As it did Mr. Reinhold. Alas, his night in the pokey took all the starch out of him. He emerged the next day to “[apologize] … He says he walked through a TSA scanner but refused to let agents examine his backpack, which contained DVDs and CDs” because he “did not understand why he needed to be patted down after he had gone through the scanner without incident.” Poor guy: he actually expects logic from these morons. Then he blamed his “‘self-righteous indignation’” on “an adverse reaction he had to medication for a respiratory infection earlier in the week.” In other words, but for the drug’s lending him a spine, Mr. Reinhold would have supinely submitted as usual. I suggest we liberally dispense whatever pill he popped at all the TSA’s checkpoints.
Our final victim is “CNN commentator Angela Rye,” whom the TSA “’randomly selected’ for a full-body search at Detroit Metropolitan Airport en route to New York.” Note that Ms. Rye had paid the extortion known as “TSA PreCheck,” which supposedly exempts her from such mortification; ditto for Ms. Albert. Those of you planning to cough up the $85 this scam costs may want to reconsider.
At any rate, “even after clearing two security scanners — ‘I didn’t beep,’ [Ms. Rye] clarified in a later tweet — she was still selected for random screening when the scanner lit up around her crotch. Rye said when she repeatedly asked the TSA agent not to perform a pat-down of the area, the agent contacted supervisors and then the police, who threatened to escort her out if she didn’t comply.” Abducting Arnold Best Price: $15.95 Buy New $19.95 (as of 10:35 UTC - Details)
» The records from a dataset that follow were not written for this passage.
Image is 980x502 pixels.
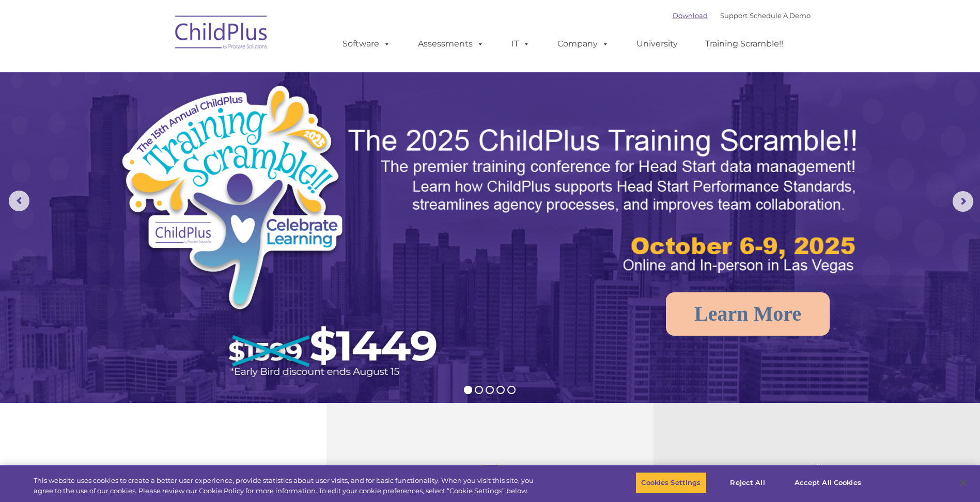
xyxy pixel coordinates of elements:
[673,12,708,20] a: Download
[789,472,867,494] button: Accept All Cookies
[635,472,706,494] button: Cookies Settings
[695,34,794,54] a: Training Scramble!!
[720,12,747,20] a: Support
[34,475,539,496] div: This website uses cookies to create a better user experience, provide statistics about user visit...
[144,68,175,76] span: Last name
[715,472,780,494] button: Reject All
[144,111,188,118] span: Phone number
[666,292,829,336] a: Learn More
[407,34,494,54] a: Assessments
[332,34,401,54] a: Software
[673,12,811,20] font: |
[749,12,811,20] a: Schedule A Demo
[501,34,541,54] a: IT
[170,8,273,60] img: ChildPlus by Procare Solutions
[547,34,619,54] a: Company
[626,34,689,54] a: University
[952,471,975,494] button: Close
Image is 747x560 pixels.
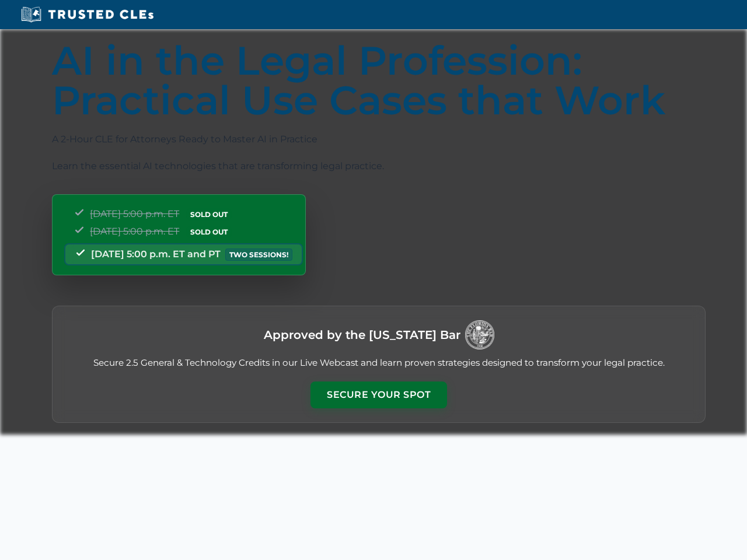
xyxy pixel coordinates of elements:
h1: AI in the Legal Profession: Practical Use Cases that Work [52,41,706,120]
p: A 2-Hour CLE for Attorneys Ready to Master AI in Practice [52,132,706,147]
button: Secure Your Spot [310,382,447,408]
p: Learn the essential AI technologies that are transforming legal practice. [52,159,706,174]
h3: Approved by the [US_STATE] Bar [263,324,460,346]
span: [DATE] 5:00 p.m. ET [90,209,179,219]
p: Secure 2.5 General & Technology Credits in our Live Webcast and learn proven strategies designed ... [67,356,691,370]
img: Logo [465,320,494,350]
span: SOLD OUT [186,226,232,238]
span: [DATE] 5:00 p.m. ET [90,226,179,237]
span: SOLD OUT [186,209,232,220]
img: Trusted CLEs [18,6,157,23]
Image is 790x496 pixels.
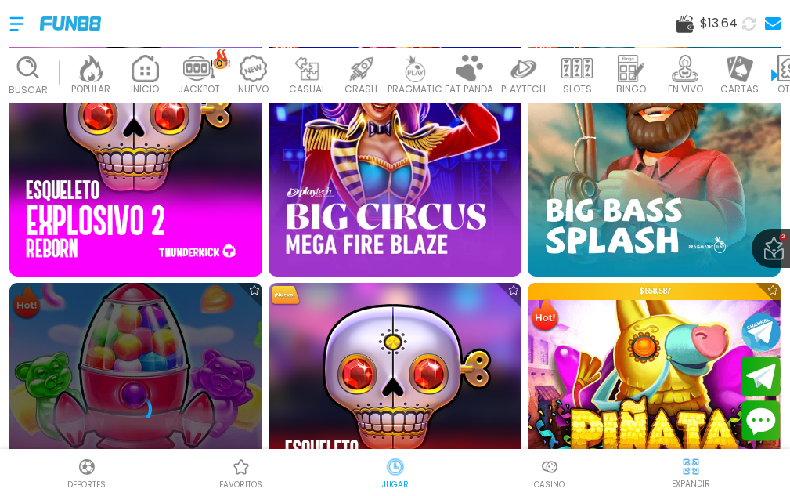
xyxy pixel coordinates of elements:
[388,81,442,96] p: PRAGMATIC
[529,297,561,334] img: Hot
[9,82,48,96] p: Buscar
[399,54,431,81] img: pragmatic_light.webp
[742,400,781,441] button: Contact customer service
[270,284,301,307] img: New
[720,81,759,96] p: CARTAS
[9,23,262,276] img: Esqueleto Explosivo 2 Reborn - 94
[779,233,787,241] span: 2
[9,455,164,490] a: DeportesDeportesDeportes
[211,48,230,69] img: hot
[742,356,781,397] button: Join telegram
[528,283,781,301] p: $ 658,587
[183,54,215,81] img: jackpot_light.webp
[382,478,409,490] p: JUGAR
[67,478,106,490] p: Deportes
[672,478,710,489] p: EXPANDIR
[164,455,318,490] a: Casino FavoritosCasino Favoritosfavoritos
[445,81,493,96] p: FAT PANDA
[291,54,323,81] img: casual_light.webp
[540,457,559,476] img: Casino
[563,81,592,96] p: SLOTS
[219,478,262,490] p: favoritos
[40,16,101,30] img: Company Logo
[318,455,472,490] a: Casino JugarCasino JugarJUGAR
[615,54,647,81] img: bingo_light.webp
[501,81,546,96] p: PLAYTECH
[507,54,539,81] img: playtech_light.webp
[669,54,701,81] img: live_light.webp
[528,23,781,276] img: Big Bass Splash
[237,54,269,81] img: new_light.webp
[78,457,96,476] img: Deportes
[345,54,377,81] img: crash_light.webp
[75,54,106,81] img: popular_light.webp
[238,81,269,96] p: NUEVO
[742,312,781,352] button: Join telegram channel
[472,455,626,490] a: CasinoCasinoCasino
[724,54,755,81] img: cards_light.webp
[269,23,521,276] img: Mega Fire Blaze: Big Circus
[616,81,646,96] p: BINGO
[232,457,251,476] img: Casino Favoritos
[289,81,326,96] p: CASUAL
[561,54,593,81] img: slots_light.webp
[129,54,161,81] img: home_light.webp
[681,457,701,476] img: hide
[71,81,110,96] p: POPULAR
[178,81,220,96] p: JACKPOT
[534,478,565,490] p: Casino
[453,54,485,81] img: fat_panda_light.webp
[668,81,703,96] p: EN VIVO
[700,14,738,33] span: $ 13.64
[345,81,377,96] p: CRASH
[131,81,159,96] p: INICIO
Lest she miss her flight, Ms. Rye finally succumbed after asking one of the cops who’d responded earlier to videotape the gate-rape. So invasive was it that she cried.
Ms. Rye not only posted the video to Twitter, she also wrote about her molestation for CNN (warning: both accounts flaunt graphic anatomical terms. The lady apparently spurns both reticence and modesty). She says she’s trumpeting her trauma to help others: “I began to think about friends of mine who are victims of sexual assault. I worried that if they were subjected to the same kind of search it could have a disastrous emotional impact.” She “hop[es] my humiliation will fix the system.”
Ms. Albert also “[spoke] out so it doesn’t happen to others.” In fact, many serfs exploit their five minutes of fame as the TSA’s plaything to prevent such abuse thereafter. When the agency’s deviants pawed a man recovering from cancer of the bladder in 2010, they broke his urostomy-bag, drenching him in his own urine. The TSA mollified him by promising that “screeners [would] undergo more training to better understand travelers with medical conditions.” Instead, they broke his bag again. Two years later, “a Michigan woman dying of leukemia” also “hope[d] her embarrassment during a Seattle airport security pat-down might change the way the Transportation Security Administration treats travelers with medical conditions.” Obviously, it didn’t.
It won’t now, either. What these would-be reformers don’t understand is that Our Rulers will never “fix” the TSA because it isn’t broken.
Indeed, it’s working exactly as designed.